Concerned citizens should demand that the Planning Department turn this crass project down.
Concerned citizens should demand that the Planning Department turn this crass project down.
A new building project to replace a single-story dance school and theater at 3055 Clement St., at the intersection with 32nd Avenue, is scheduled to come before the San Francisco Planning Commission on Jan. 13.
I just got word of a proposed six-story, 60-foot-plus-tall building at the southeast corner of Clement Street and 32nd Avenue.
In March of 2019, 14-year-old Madlen Koteva was walking a dog around Lake Merced with her mother when a car driven by a 91-year-old woman struck them.
ion of Sunset neighborhood groups has voiced major concern about the size and density of the proposed building, and its adverse effects on the neighborhood and the small single-family homes that would surround it.
With a unanimous vote the San Francisco Board of Supervisors recently approved a $14.3 million loan agreement to help replace the Police Credit Union building on Irving Street between 26th and 27th avenues …
munity meetings I’ve attended with city leaders, I’ve discovered that compromising with the neighbors is actually not on the agenda.
Trading in automobile parking lots for green space and pedestrian pathways is the core idea driving the renovation of the Stonestown Galleria because the traditional model for the shopping mall will either evolve or die.

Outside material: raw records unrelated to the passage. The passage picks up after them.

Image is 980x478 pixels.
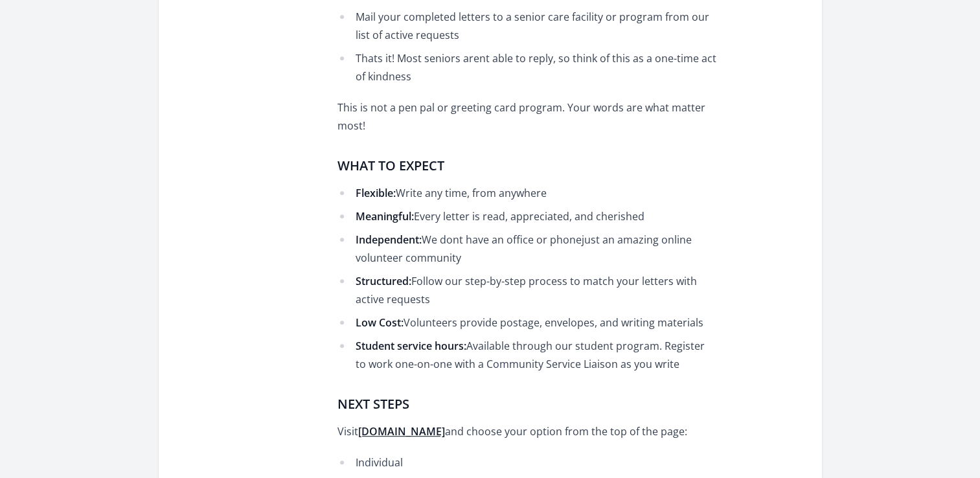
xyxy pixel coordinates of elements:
[337,454,717,472] li: Individual
[337,49,717,85] li: Thats it! Most seniors arent able to reply, so think of this as a one-time act of kindness
[337,184,717,202] li: Write any time, from anywhere
[337,99,717,134] p: This is not a pen pal or greeting card program. Your words are what matter most!
[337,8,717,45] li: Mail your completed letters to a senior care facility or program from our list of active requests
[356,232,422,247] strong: Independent:
[359,425,445,439] a: [DOMAIN_NAME]
[356,316,404,330] strong: Low Cost:
[356,186,396,200] strong: Flexible:
[337,337,717,373] li: Available through our student program. Register to work one-on-one with a Community Service Liais...
[337,156,717,176] h3: WHAT TO EXPECT
[337,207,717,225] li: Every letter is read, appreciated, and cherished
[356,339,466,353] strong: Student service hours:
[356,209,414,223] strong: Meaningful:
[337,394,717,415] h3: NEXT STEPS
[337,272,717,309] li: Follow our step-by-step process to match your letters with active requests
[356,274,411,288] strong: Structured:
[337,231,717,267] li: We dont have an office or phonejust an amazing online volunteer community
[337,313,717,332] li: Volunteers provide postage, envelopes, and writing materials
[337,423,717,441] p: Visit and choose your option from the top of the page:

The latest effort to increase the City’s housing supply is a proposal to replace the old Firestone Tires Complete Auto Care store at the corner of Geary Boulevard and Wood Street with more than three dozen new apartments.
Affordable housing is something San Francisco desperately needs. That’s the one thing everyone in the City agrees on. But unfortunately the fight over affordable housing is often reduced to the false binary of NIMBYs v. YIMBYs (no or yes in my backyard).
Under the leadership of Mayor London Breed, the Mayor’s Office of Housing and Community Development (MOHCD) has selected Tenderloin Neighborhood Development Corporation (TNDC) to build and develop 100% affordable housing at 2550 Irving St. for families.
District 1 Supervisor Sandra Lee Fewer and a coalition of local housing advocates announced on Oct. 16 the acquisition of the property located at 4200 Geary Blvd. – currently the site of a funeral home – to construct a 100%-affordable senior housing complex.
While state-mandated restrictions on non-essential construction have been in effect since the COVID-19 outbreak, neighborhood groups have become concerned over proposed plans for an apartment building at 4326-4336 Irving St. in the Outer Sunset District, between 44th and 45th avenues.
A five-story, mixed-use building, now under review by the San Francisco Planning Department, will replace a Union 76 gas station at the corner of Lawton Street and 42nd Avenue in the Outer Sunset District.
A 20-unit development at the corner of Judah Street and 45th Avenue is moving forward after the San Francisco Board of Appeals rejected efforts by some local residents to put the brakes on redeveloping an old gas station.